Now, from New York Magazine columnist Michael Wolff, comes a rather blunt portray of the business in its present incarnation. Industry insiders may dismiss it as a caricature, but there's more than a litte truth there.

"I mean, books suck," Wolff writes. "Most books are dopier than television or movies or even advertising (many books tend to be just collateral promotions or the lesser offspring of dopey television, movies, and advertising). Even if there are precious exceptions, the overwhelming number of big-money, industry-sustaining books are incontrovertibly dum-dum things. More cynical, more pandering than any other entertainment product. Calling them books may be a substantial part of the problem with the book business. It provides undeserved and unfair dignity (perhaps there should be a way to certify something as an actual book). Working at a magazine where every day random books come flying in by the bushel (along with the calls from sluggish book publicists), you get a sense of the magnitude of the wasteland. Books may be the true lowest-common-denominator medium."

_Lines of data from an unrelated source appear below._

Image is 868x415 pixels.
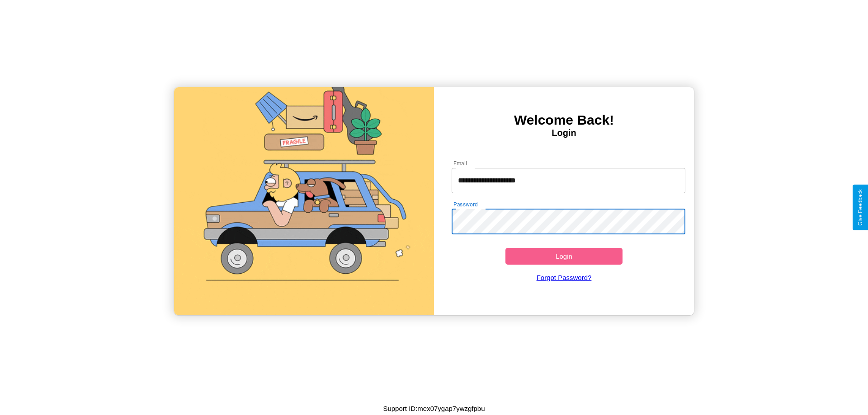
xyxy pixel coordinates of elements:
[857,189,863,226] div: Give Feedback
[453,159,468,167] label: Email
[447,265,681,291] a: Forgot Password?
[505,248,622,265] button: Login
[383,403,484,415] p: Support ID: mex07ygap7ywzgfpbu
[453,200,477,208] label: Password
[434,113,694,128] h3: Welcome Back!
[174,87,434,315] img: gif
[434,128,694,139] h4: Login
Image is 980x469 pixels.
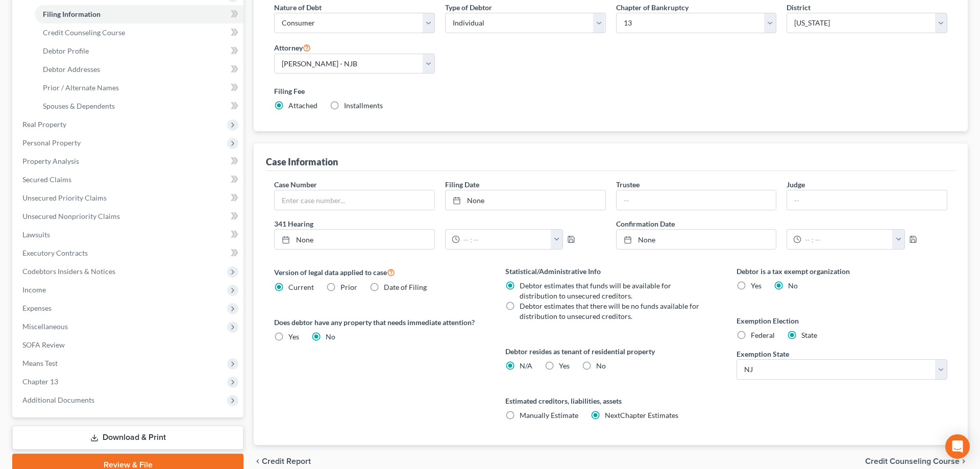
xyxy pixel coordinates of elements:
a: Unsecured Priority Claims [14,189,243,207]
span: Credit Report [261,458,311,466]
a: Lawsuits [14,225,243,244]
a: SOFA Review [14,336,243,354]
span: Unsecured Nonpriority Claims [23,212,120,221]
input: -- [616,190,776,210]
span: No [788,281,797,290]
span: Means Test [23,359,58,368]
a: Secured Claims [14,171,243,189]
span: Prior [340,283,357,292]
span: Property Analysis [23,156,80,166]
input: -- : -- [460,230,551,249]
a: Property Analysis [14,153,243,171]
label: Estimated creditors, liabilities, assets [506,396,716,406]
span: Yes [751,281,761,290]
span: Debtor estimates that funds will be available for distribution to unsecured creditors. [520,281,671,300]
label: 341 Hearing [269,219,611,229]
label: Nature of Debt [274,2,322,12]
label: Judge [787,179,805,189]
label: Chapter of Bankruptcy [616,2,688,12]
a: None [616,230,776,249]
a: Filing Information [35,5,243,24]
label: District [787,2,811,12]
span: Filing Information [43,9,100,18]
span: No [326,333,335,341]
span: Installments [344,101,383,110]
i: chevron_left [254,458,261,466]
span: Unsecured Priority Claims [23,193,107,202]
a: Debtor Profile [35,42,243,61]
label: Exemption Election [737,316,947,326]
span: Personal Property [23,138,80,147]
span: Codebtors Insiders & Notices [23,267,116,276]
span: Credit Counseling Course [865,458,959,466]
span: Debtor Profile [43,46,89,55]
span: Credit Counseling Course [43,28,125,37]
label: Debtor is a tax exempt organization [737,266,947,277]
span: Miscellaneous [23,322,68,331]
span: Attached [289,101,317,110]
div: Open Intercom Messenger [945,435,970,460]
span: Secured Claims [23,175,71,184]
a: Prior / Alternate Names [35,79,243,97]
span: State [801,331,817,339]
span: Additional Documents [23,396,95,405]
span: Manually Estimate [520,411,579,420]
span: N/A [520,362,532,370]
span: Income [23,285,46,294]
label: Attorney [274,42,311,54]
label: Debtor resides as tenant of residential property [506,346,716,357]
a: Executory Contracts [14,244,243,262]
label: Version of legal data applied to case [274,266,485,279]
label: Statistical/Administrative Info [506,266,716,277]
label: Trustee [616,179,639,189]
label: Filing Date [445,179,479,189]
div: Case Information [266,155,338,168]
a: None [446,190,605,210]
span: No [596,362,606,370]
i: chevron_right [959,458,968,466]
a: Debtor Addresses [35,61,243,79]
label: Exemption State [737,349,789,359]
span: NextChapter Estimates [605,411,678,420]
span: Expenses [23,304,51,313]
input: -- : -- [801,230,893,249]
label: Does debtor have any property that needs immediate attention? [274,317,485,328]
label: Case Number [274,179,317,189]
span: Prior / Alternate Names [43,83,119,92]
a: Credit Counseling Course [35,24,243,42]
span: Date of Filing [383,283,427,292]
input: Enter case number... [275,190,435,210]
span: Debtor estimates that there will be no funds available for distribution to unsecured creditors. [520,302,699,320]
input: -- [787,190,947,210]
span: Debtor Addresses [43,64,100,74]
span: Real Property [23,120,66,129]
span: Yes [289,333,299,341]
span: SOFA Review [23,340,64,350]
a: Download & Print [12,425,243,450]
label: Filing Fee [274,86,947,97]
a: Unsecured Nonpriority Claims [14,207,243,225]
label: Confirmation Date [611,219,953,229]
a: Spouses & Dependents [35,97,243,116]
span: Spouses & Dependents [43,101,115,110]
span: Yes [559,362,569,370]
span: Federal [751,331,775,339]
span: Lawsuits [23,230,50,239]
span: Current [289,283,313,292]
button: Credit Counseling Course chevron_right [865,458,968,466]
a: None [275,230,435,249]
label: Type of Debtor [445,2,492,12]
button: chevron_left Credit Report [254,458,311,466]
span: Chapter 13 [23,377,58,386]
span: Executory Contracts [23,248,88,258]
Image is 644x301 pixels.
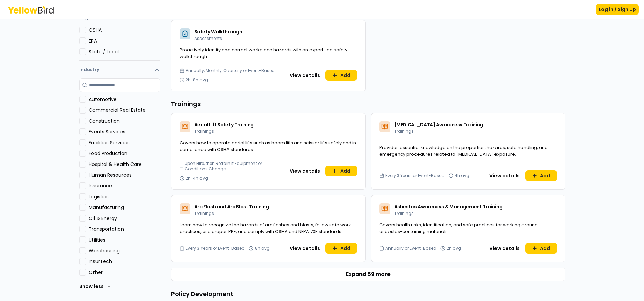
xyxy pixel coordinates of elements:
[171,267,565,281] button: Expand 59 more
[89,161,161,168] label: Hospital & Health Care
[394,203,502,210] span: Asbestos Awareness & Management Training
[171,100,565,109] h3: Trainings
[89,204,161,211] label: Manufacturing
[89,183,161,189] label: Insurance
[79,78,161,299] div: Industry
[447,245,461,251] span: 2h avg
[186,176,208,181] span: 2h-4h avg
[186,68,275,73] span: Annually, Monthly, Quarterly or Event-Based
[79,280,112,293] button: Show less
[89,226,161,232] label: Transportation
[186,245,244,251] span: Every 3 Years or Event-Based
[171,289,565,299] h3: Policy Development
[485,170,523,181] button: View details
[454,172,469,178] span: 4h avg
[394,129,414,134] span: Trainings
[89,247,161,254] label: Warehousing
[285,243,324,253] button: View details
[89,172,161,178] label: Human Resources
[525,243,557,253] button: Add
[194,121,254,128] span: Aerial Lift Safety Training
[385,245,436,251] span: Annually or Event-Based
[379,222,537,234] span: Covers health risks, identification, and safe practices for working around asbestos-containing ma...
[194,28,242,35] span: Safety Walkthrough
[89,49,161,55] label: State / Local
[325,165,357,176] button: Add
[325,70,357,81] button: Add
[89,107,161,114] label: Commercial Real Estate
[89,150,161,157] label: Food Production
[89,215,161,222] label: Oil & Energy
[255,245,270,251] span: 8h avg
[194,35,222,42] span: Assessments
[89,269,161,275] label: Other
[194,210,214,216] span: Trainings
[89,96,161,103] label: Automotive
[485,243,523,253] button: View details
[285,165,324,176] button: View details
[89,139,161,146] label: Facilities Services
[79,61,161,78] button: Industry
[89,129,161,135] label: Events Services
[89,193,161,200] label: Logistics
[89,38,161,44] label: EPA
[194,129,214,134] span: Trainings
[79,12,161,27] button: Regulation
[285,70,324,81] button: View details
[79,27,161,60] div: Regulation
[186,78,208,83] span: 2h-8h avg
[194,203,269,210] span: Arc Flash and Arc Blast Training
[525,170,557,181] button: Add
[179,46,347,60] span: Proactively identify and correct workplace hazards with an expert-led safety walkthrough.
[596,4,639,15] button: Log in / Sign up
[89,236,161,243] label: Utilities
[179,222,351,234] span: Learn how to recognize the hazards of arc flashes and blasts, follow safe work practices, use pro...
[185,161,283,172] span: Upon Hire, then Retrain if Equipment or Conditions Change
[394,121,483,128] span: [MEDICAL_DATA] Awareness Training
[89,118,161,124] label: Construction
[89,27,161,34] label: OSHA
[379,144,548,158] span: Provides essential knowledge on the properties, hazards, safe handling, and emergency procedures ...
[394,210,414,216] span: Trainings
[385,172,444,178] span: Every 3 Years or Event-Based
[179,140,356,153] span: Covers how to operate aerial lifts such as boom lifts and scissor lifts safely and in compliance ...
[89,258,161,265] label: InsurTech
[325,243,357,253] button: Add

That ties in well with the thoughts of many a New York agent. They'll no longer touch nonfiction book projects from nonVIP writers unless the proposals have some kind of promo built in—such as a corporate tie. Can't blame the agents. They're just realists with grocery bills to pay.

Meanwhile Gresham's Law may be manifesting itself, with the bad driving out the good, even at libraries. Over the weekend, at a used book sale at the Sherwood Library in Fairfax County, VA, I found a hardback copy of Invisible Writer: A Biography of Joyce Carol Oates, by Greg Johnson. Date of publication? As recent as 1998. Price $2. Reason for availability, noted with a rubber stamp? "Withdrawn because: Low Demand." Doesn't that say something? What's also interesting here is that the American Library Associated named Invisible Writer the "Best Academic Book of the Year." Yes, this is happening within a library system, not a book chain. And if anything, libraries are more patient with books than the commercial side. That's the book biz today.

TeleRead would not turn every child into a voracious reader, but at least, by putting thousands of modern copyrighted books online for free, along with the classics, it would make the reading of good books an easier habit to acquire. Just a reminder, of course: TeleRead calls for tight integration with local schools and libraries and efforts to encourage families to read together. Just getting the books online won't by itself do the trick.